Fri | Nov 21, 2025

Another Roy T. Anderson film makes American TV debut

Published:Monday | June 19, 2023 | 12:35 AMPaul H. Williams/Gleaner Writer

On Saturday, June 3, Queen Nanny Legendary Maroon Chieftainess, Roy T. Anderson’s second full-length documentary, premièred on American television via The African Channel. Last Saturday, Akwantu: The Journey debuted on the said channel at 1 p.m. EDT.

“Very gratifying to see my work on TV,” Anderson told The Gleaner the day after.

It is Anderson’s first full-length documentary, which made its world première in June 2012 in the Maroon village of Charles Town, Portland, in celebration of the anniversary of Jamaica’s 50th Independence. Since then, it has been screened at the United Nations and many other notable venues, and has picked up some awards along the way.

Anderson, a Hollywood stuntman, is a descendant of the Accompong Maroons and was born in St Elizabeth. “This film is a result of the search for my roots. What started out as an innate sense of curiosity grew into a new-found sense of pride, as I began to learn more and more about my ancestors, brave men and women that history refers to as Maroons. There were many days during my research when I was simply not able to contain myself. As I uncovered new and fascinating information, I was driven to find out more. From there, things just really took on a life of its own. It has given birth to Akwantu: the Journey,” he writes in the film’s discussion guide.

And, in speaking with The Gleaner about this latest achievement, Anderson said, “I often refer to the Jamaican Maroons as the ‘Spartacus’ of their time, with one exception, the Spartacus Revolt that happened more than 2,000 years ago was crushed by the Roman Empire. The Maroons, on the other hand, engaged the mighty British Army from 1655-1739 and were victorious.

“Poorly armed and outgunned, what the Maroons were able to achieve is nothing short of amazing. As a proud descendant of these Africans, their unheralded achievement is something that I celebrate, unlike Spartacus, who is glorified by Hollywood. And so, for me, I’m truly grateful to The Africa Channel for providing a much-needed platform for these under-represented stories to be heard.”

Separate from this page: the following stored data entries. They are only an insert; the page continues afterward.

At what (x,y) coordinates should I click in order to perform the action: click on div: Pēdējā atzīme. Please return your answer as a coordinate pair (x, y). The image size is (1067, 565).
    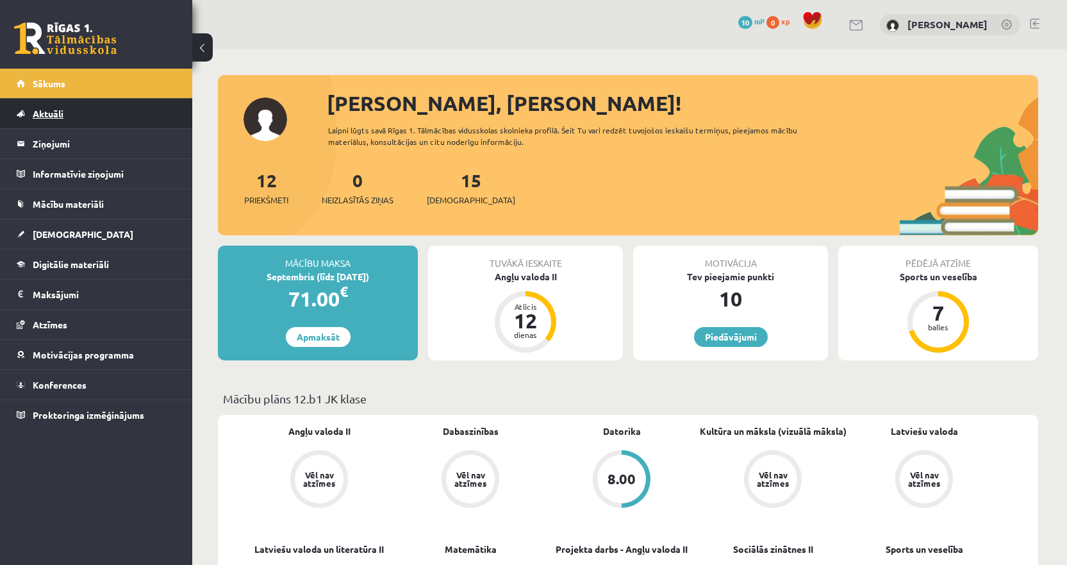
    Looking at the image, I should click on (938, 258).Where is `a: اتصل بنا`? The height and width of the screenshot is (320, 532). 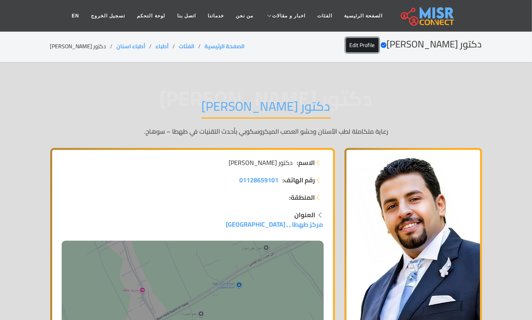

The story of the Maroons is the story of the evolution of the Jamaican people. Those courageous men and women left the plantations of the brutal institution of British slavery. They retreated to the hills and valleys to create their own space and add meaning to their lives in a land to which they were forcibly transported across the Atlantic Ocean from West Africa. Some were born here.

The British were not content with the fact that these defiant people were out of their clutches, and so they unrelentingly pursued them. War was unofficially declared, and the Maroons used guerilla warfare strategies to wear down the resolve of the British, who eventually called a truce, which culminated in the signing of two peace treaties, one in 1738 and the other in 1739, making the Maroons of Jamaica the first set of formerly enslaved people in the Western Hemisphere to officially gain their freedom.

The self-redemptive story of the Jamaican Maroons says much about who we are as a people – determined, resilient, and triumphant. “That fighting spirit makes me extremely proud, and it lives on in me. And that is why I felt the story of Jamaica’s most famous but least-known people had to be told. It was my aim to make Akwantu: The Journey not only a stunning visual piece, but also a study in man’s desire to remain free and to use all the tools at his disposal in pursuit of that necessary human need for freedom,” Anderson writes.

The shooting of the film took Anderson to Ghana, where many of our ancestors originated, to put the story in context, because the story of the Maroons did not start on the slavery-days plantations. Footage was also captured in Jamaica, Canada and the United States.

“As I toured the Cape Coast Castle dungeons and took that symbolic walk through the ‘Door of no return’ to the beach where the boats awaited, I could only imagine the anguish felt by my ancestors. For perspective, I boarded a motorboat that sailed the Gulf of Guinea. The castle disappeared from view as the boat sailed farther away. For my ancestors, this would have been their last snapshot of their beloved Africa as they started out on the dreaded Middle Passage to an uncertain future,” Anderson said.